Mother Nature

Is Taking Us to School

Let’s face it – everything has suddenly changed. Everything. We didn’t think that Mother Nature had this much power over the clever, inventive, and industrious human race. After all, we cure disease, create artificial intelligence, and walk on the moon. We can clone organisms and 3-D print an ear lobe. This isn’t the middle ages. The human race now has dominion over the natural world.

But Mother Nature has taken us to school. Just when we thought we had everything under control, everything changed. Change, as it turns out, is Mother Nature’s constant state of affairs. In itself, change is neither good nor bad; it simply is. It only becomes “bad” when we resist it. We defy Mother Nature at our own peril.

Changing with Change

 

Step 1 – Come Out of Denial

You cannot make the growling lion go away by squeezing your eyes shut.

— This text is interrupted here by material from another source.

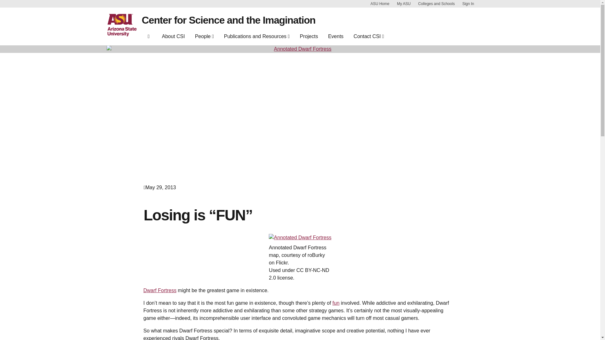 This screenshot has height=340, width=605. What do you see at coordinates (228, 20) in the screenshot?
I see `Center for Science and the Imagination` at bounding box center [228, 20].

In today’s changing world, we must accept the fact that Mother Nature has reached down and dramatically altered our natural environment. Only when we accept that, will we begin to imagine the positive aspects of changing the way we do business to adapt to a new environment. Thinking that things will go back to “normal” after this sudden covid crisis, denies all previous experience. Changing circumstances never revert to the earlier norm. Things are always different after a market disruption.

Step 2 – Imagine and Design Your Company’s Positive Change

 

The most productive response we can adopt is to embrace these market disruptions as an opportunity to improve. To redesign and reimagine your company in this emerging new normal:

  1. Begin by identifying and measuring the market changes that have already taken place.
  2. Then, imagine the perfect company you would design to function efficiently in this new market.
  3. Color in the details – size and type of contracts – equipment needed – personnel required – amount of capital – etc.
  4. Quantify the design – how much money and time might each change require.

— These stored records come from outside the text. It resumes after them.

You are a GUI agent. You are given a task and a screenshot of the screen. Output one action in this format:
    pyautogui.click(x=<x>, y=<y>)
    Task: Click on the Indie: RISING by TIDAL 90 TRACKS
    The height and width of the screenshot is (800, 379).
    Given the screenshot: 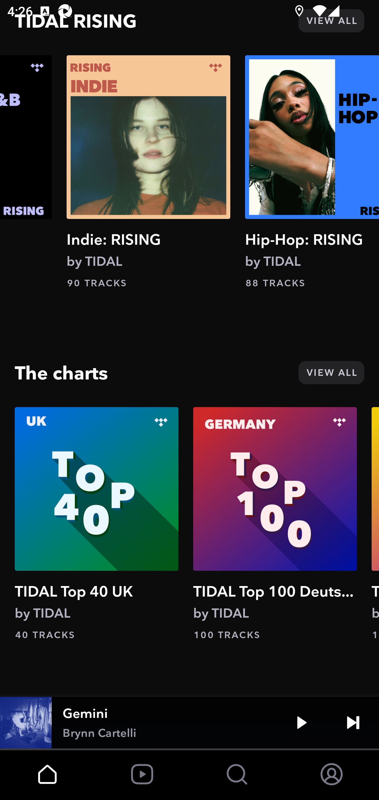 What is the action you would take?
    pyautogui.click(x=148, y=172)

Step 3 – Implement the Changes

 

If, after some sleepless nights, you have changed your thinking and reimagined a post-covid construction organization that can function efficiently in a new ever-changing marketplace, don’t expect your entire company to immediately get in step.

Seek Input

 

A quote we use at the Simplar Institute:

“Organizational change is difficult. The average success rate of a change effort has a 10-20% chance of accomplishing the leaders’ goals. We have developed approaches that have resulted in a more successful organizational transformation. We understand that a traditional “train-the-trainer” approach is often insufficient. True knowledge transfer and mastery of new skills throughout an organization cannot be accomplished with a few videos and a couple hours in a classroom. A successful approach to organizational transformation requires skilled teaching, supported learning, and a sustained knowledge library.”

 

Simplar Research Findings

We have conducted research on over 350 different organization-change initiatives. We have studied over 100 organizations and documented the most common types of resistance to change & strategies to overcome.

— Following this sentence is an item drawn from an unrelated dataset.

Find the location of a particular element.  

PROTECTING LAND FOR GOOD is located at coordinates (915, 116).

Organizational Response to Change

  • 10-20% will embrace change upfront.
  • 10-25% will oppose, undermine, avoid, and delay.
  • Effective change agents reduce resistance by a factor of 7x.
  • Having a strategic perspective for the implementation and adoption of new methods decreases resistance of internal personnel by a factor of 6x.
  • Leadership’s perspective should be organizational, but the real change occurs at the level of the individual project professional.
  • Proper education and training reduces internal resistance to change and results in faster organizational adoption of new methods by a factor of 8x.

Become a Change Agent

 

Change is “not coming”; change is here. It is time to face that and take positive steps to redesign how your company does business. The Simplar Institute has helped many partners to know how to lead change, communicate change, train personnel, implement change across organizations, measure and track adoption, and sustain change through “generations” of employees. We stand ready to support construction concerns across the country as they navigate the unchartered waters of Mother Nature’s recent disruption of what we have all come to believe was the “norm”.